• Information supplied:
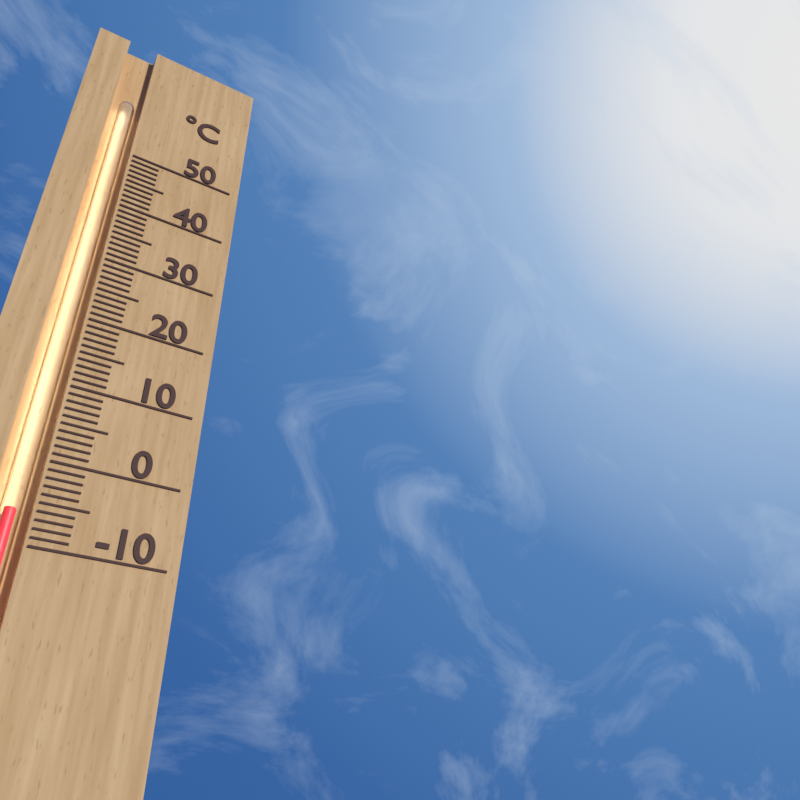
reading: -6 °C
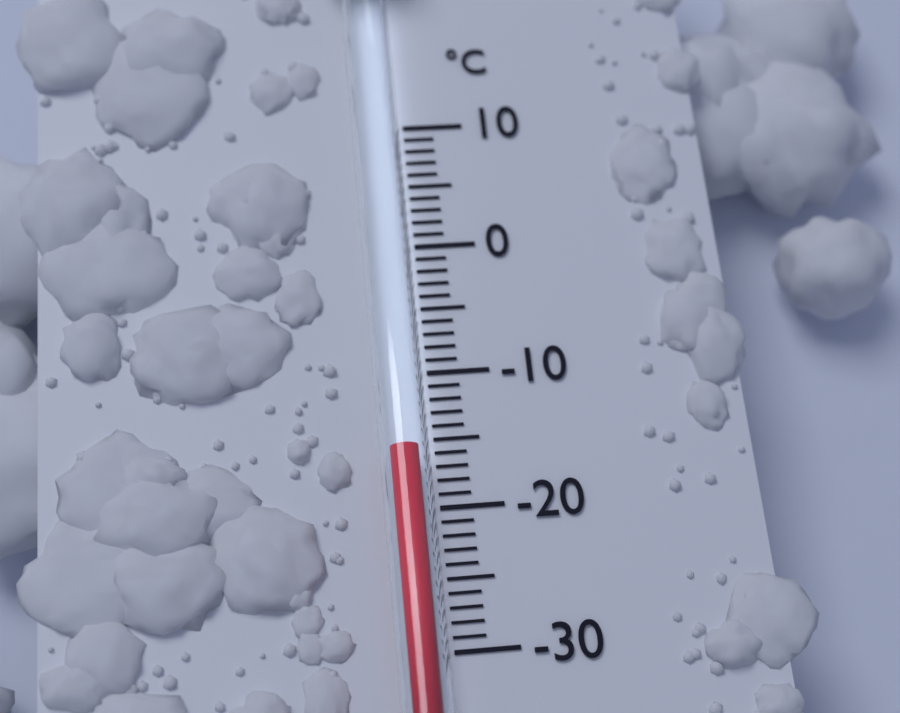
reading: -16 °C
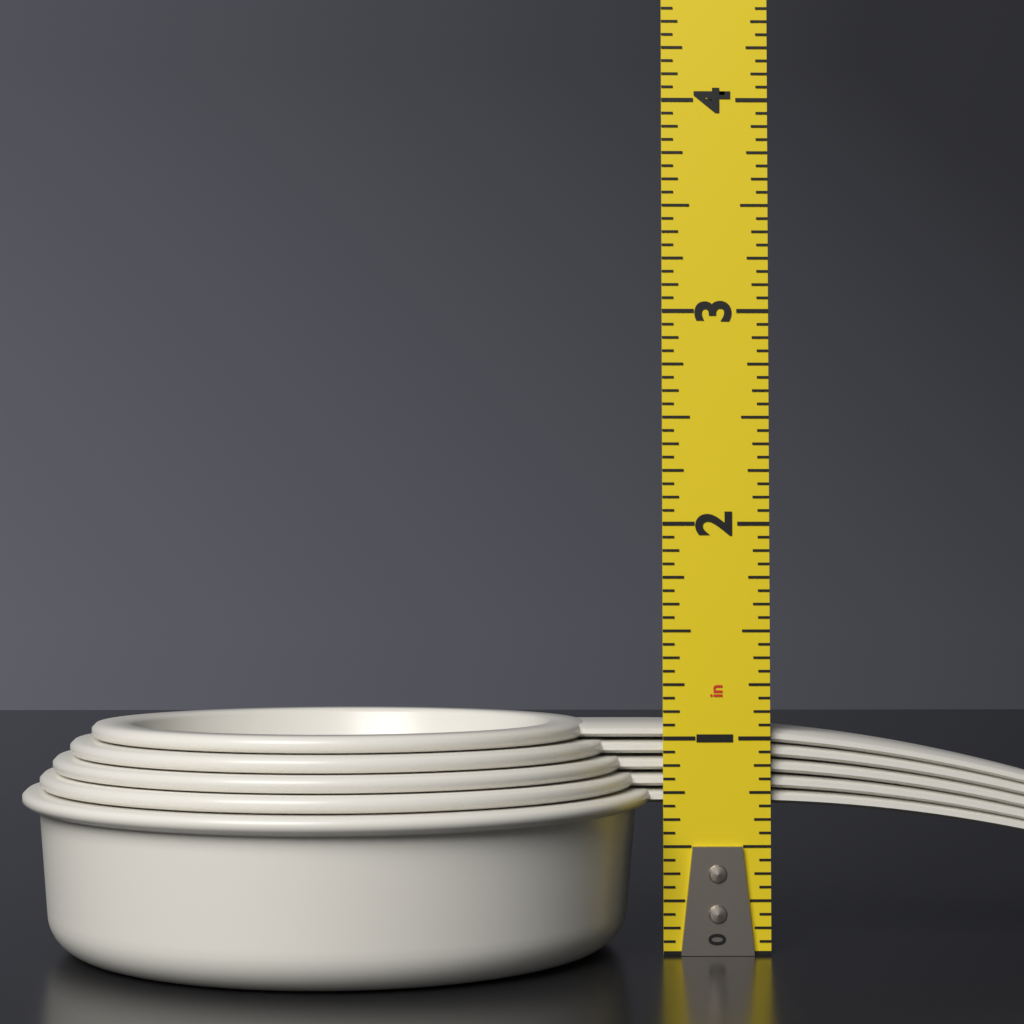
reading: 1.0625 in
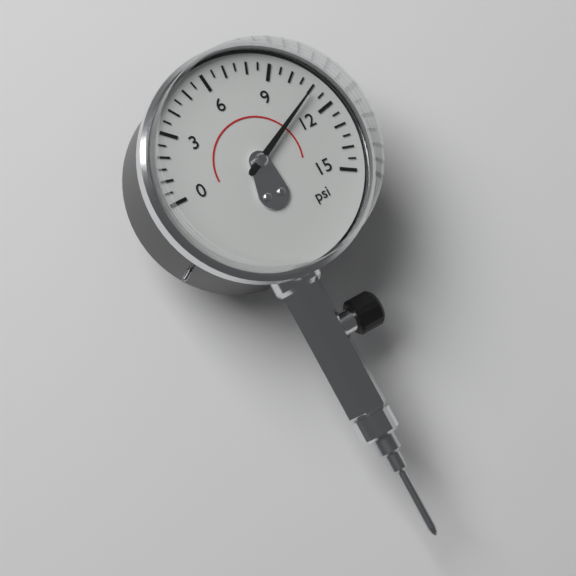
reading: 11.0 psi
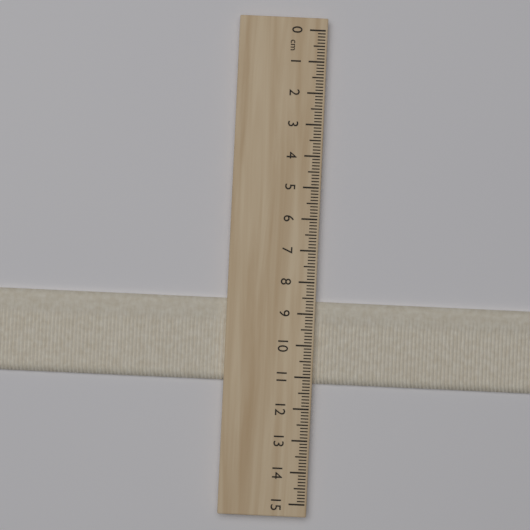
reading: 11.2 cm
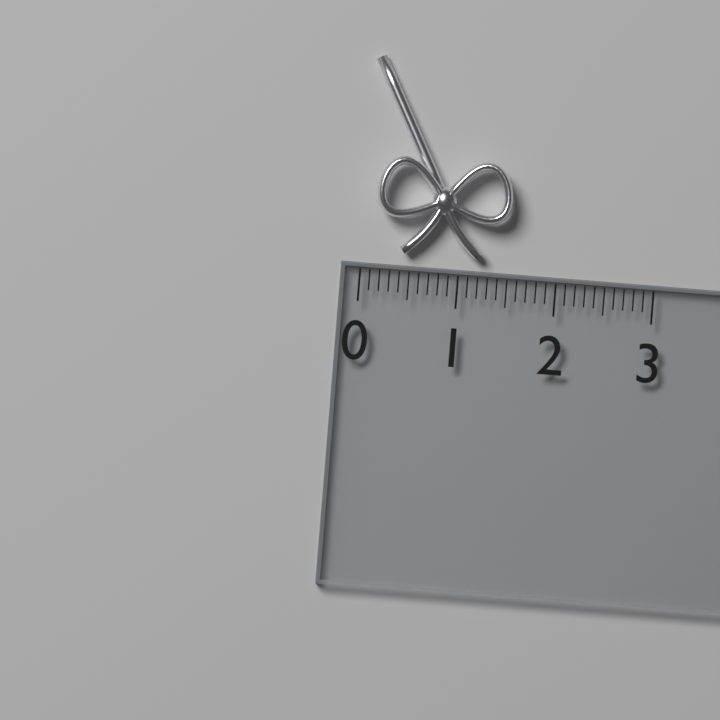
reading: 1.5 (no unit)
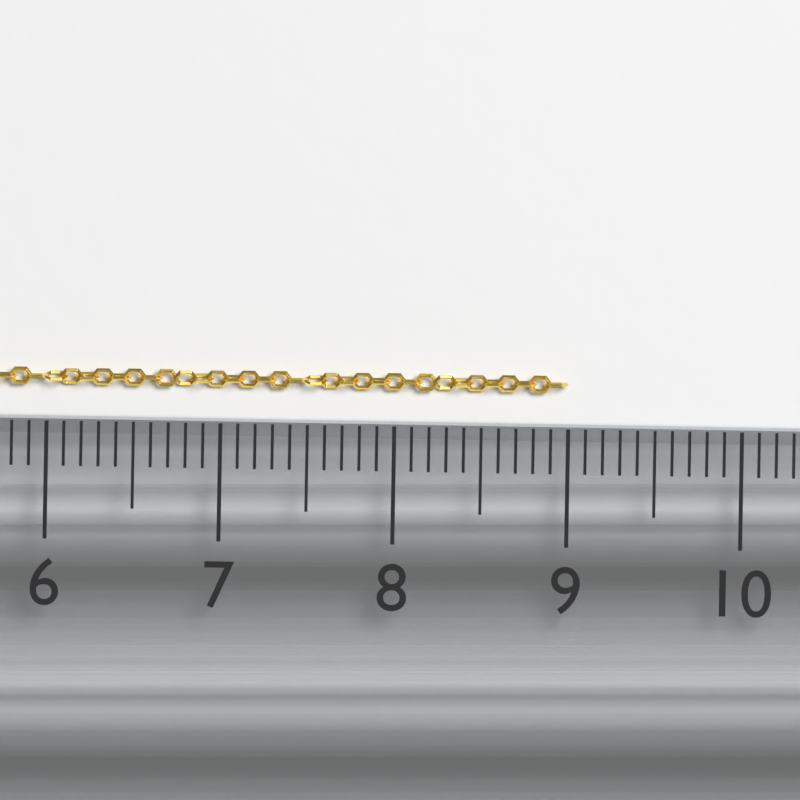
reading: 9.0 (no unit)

• Directions:
Go through the data and return every word of it verbatim, leaving out the pictures.

• Exercise solution:
reading: -6 °C
reading: -16 °C
reading: 1.0625 in
reading: 11.0 psi
reading: 11.2 cm
reading: 1.5 (no unit)
reading: 9.0 (no unit)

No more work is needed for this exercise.